Teenage Winter’s coming down
Teenage Winter floats a gown
over every place I’ve been
and every little dream
forever.

That “forever” leaves her mouth legato and disembodied, just hanging there, enduringly resounding through the song’s lush, guitar, organ and woodwinds arrangement. “Teenage Winter” hits awfully close to home for the band members (both pushing-forty, Bob and Pete are avowed music geeks) and probably for many of their fans as well. It’s ineffably sad, but not necessarily depressing—it sparkles and glitters like gently falling snow, not rallying at the world in self-pity or nostalgia, but with the kindness, wisdom and acceptance that only comes with age.

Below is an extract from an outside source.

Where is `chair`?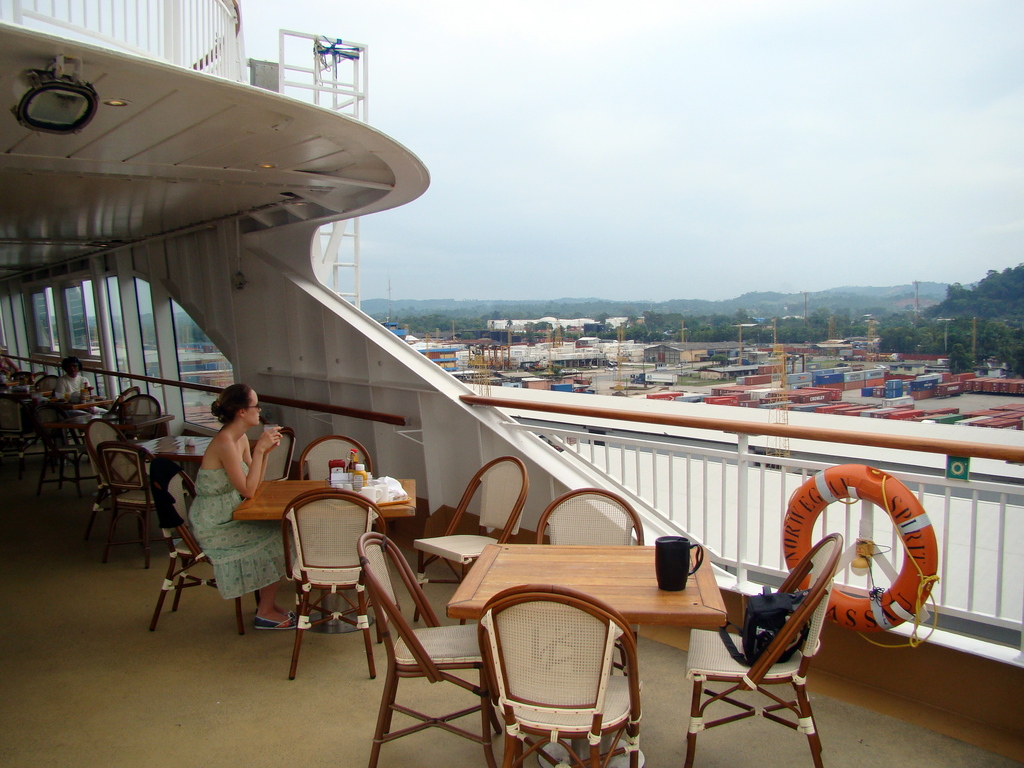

It seems inconceivable that anything could ever top “Teenage Winter”, but the album’s final track comes perilously close. “Goodnight” strips away all instrumentation, leaving us with just Sarah, Tony, and Anthony. At this point in the album’s sequence, hearing only these three voices and the extraordinary, haunting sound they create together is almost too much emotionally to bear. “Goodnight” is a pure, simple lullaby that brings TFTH full circle from “Sun in My Morning.” In it, Sarah pleads, “Please sing me to sleep and stroke my hair / I’ll close my eyes and pretend that you’re there.” This little couplet speaks volumes as to what TFTH’s all about: while you can always find little specks of brilliance in ordinary things, transcendence often comes in dreams, in imagining possibilities, in processing pain and using the experience gleaned to help yourself face future endeavors. These threads run deep through the bulk of Saint Etienne’s oeuvre, but here they’re so skillfully executed and eloquently expressed that they’re hard to miss or misunderstand—and also impossible to shake.